Tuesday, December 1, 2009

Three things Andrew Sullivan got right this morning, plus an observation

The three things he got right:

1. If Dick Cheney didn't have ready access to compliant news media, he'd just be sad and pathetic. As it is, he's sad, pathetic--and dangerous:

The former vice president, the man who imported torture into the American constitutional system, failed to capture bin Laden, invaded a country under false pretenses, allowed the Afghanistan campaign to disintegrate, and added $5 trillion to the next generation's debt burden, is attacking a sitting president on a day he announces a critical military strategy in front of his troops.

It is, again, a breathtaking piece of dishonor from this bitter, angry man. To accuse your successor of "weakness" because he has actually conscientiously tried to figure out the right thing to do in a war Cheney and Bush clearly botched is a new low in American politics and the partisan politicization of war and peace.

2. In its aching desire to drive the morning news cycle, The Politico has become--if it was ever anything else--the premiere go-to site for political axe-grinding tarted up as "news:"

[O]ne wonders what the circumstances were in which Mike Allen and Jim Vandehei took a trip to interview Cheney the day before Obama's Afghanistan address. What was the news hook? Did Cheney summon them to transcribe his vile assault? Did they request a newsy interview the day before Obama's speech?

3. Accusations of treason are now flung about with such cynicism and careless disregard for consequences that the charge has been completely debased, which is a lucky thing for those who actually have committed offenses against the Constitution and our laws (emphasis added):

Accusing the president of giving aid and comfort to the enemy is such a disgusting charge, such a deeply divisive, unAmerican tactic, it would be excoriated if it came from some far right blogger. That it comes from a former vice-president, violating every conceivable protocol (as he did in office), reminds me of why Cheney and Cheneyism remain such a threat to core American and Western values.

If you truly use a position of such authority to show contempt for the sitting president, to accuse him of treason, to attack him on the day he addresses the nation in a critical address, to divide him from the troops, to use sacred issues of war and peace which a president is solemnly engaging as a political weapon or as a vain and self-serving attempt to make your own record look better, then you have no core respect for the institutions and traditions and civility that make a constitutional democracy possible.

Look also at the focus of his attack: the civil trial of Khaled Sheikh Mohammed in New York City. All Cheney can see is the opportunity for such a figure to grandstand, as if KSM's rantings will have any effect but to demystify him. What Cheney cannot see - because he has no deep appreciation of it - is the beauty of treating a monster like KSM to the stringent calm of Western justice. And what Cheney fears - for he is no fool - is that the trial will also reveal Cheney's torture regime, how it distorted intelligence, prevented bringing suspects to justice and tarred the US for ever as a country that now does what its enemies used to do: abuse, torture and mistreat prisoners in wartime.


And the observation:

Sullivan wasn't always so fastidious about the way in which allegations of treason got raised:

The middle part of the country -- the great red zone that voted for Bush -- is clearly ready for war. The decadent left in its enclaves on the coasts is not dead -- and may well mount a fifth column.

That was Sullivan seven days after the 9/11 attacks. Sarah Palin might as well have cribbed her 2008 campaign speeches from it.

Everyone who was right about Bush's War is still waiting for an apology and a retraction on that one, by the way. And non-denial denials, just to be clear, don't count.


= Exercise brief =
Read the lines below, and copy any that contain the string "infections".
——————————
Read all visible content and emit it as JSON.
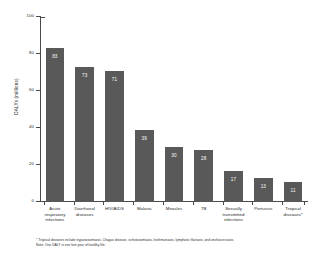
{
  "chart_data": {
    "type": "bar",
    "title": "",
    "xlabel": "",
    "ylabel": "DALYs (millions)",
    "ylim": [
      0,
      100
    ],
    "yticks": [
      0,
      20,
      40,
      60,
      80,
      100
    ],
    "ytick_labels": [
      "0",
      "20",
      "40",
      "60",
      "80",
      "100"
    ],
    "grid": false,
    "legend": null,
    "bar_color": "#595959",
    "value_label_color": "#ffffff",
    "categories": [
      "Acute respiratory infections",
      "Diarrhoeal diseases",
      "HIV/AIDS",
      "Malaria",
      "Measles",
      "TB",
      "Sexually transmitted infections",
      "Pertussis",
      "Tropical diseases*"
    ],
    "values": [
      83,
      73,
      71,
      39,
      30,
      28,
      17,
      13,
      11
    ],
    "value_labels": [
      "83",
      "73",
      "71",
      "39",
      "30",
      "28",
      "17",
      "13",
      "11"
    ]
  },
  "footnotes": {
    "line1": "* Tropical diseases include trypanosomiasis, Chagas disease, schistosomiasis, leishmaniasis, lymphatic filariasis, and onchocerciasis.",
    "line2": "Note: One DALY is one lost year of healthy life."
  }
}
——————————
= Result of this exercise =
      "Acute respiratory infections",
      "Sexually transmitted infections",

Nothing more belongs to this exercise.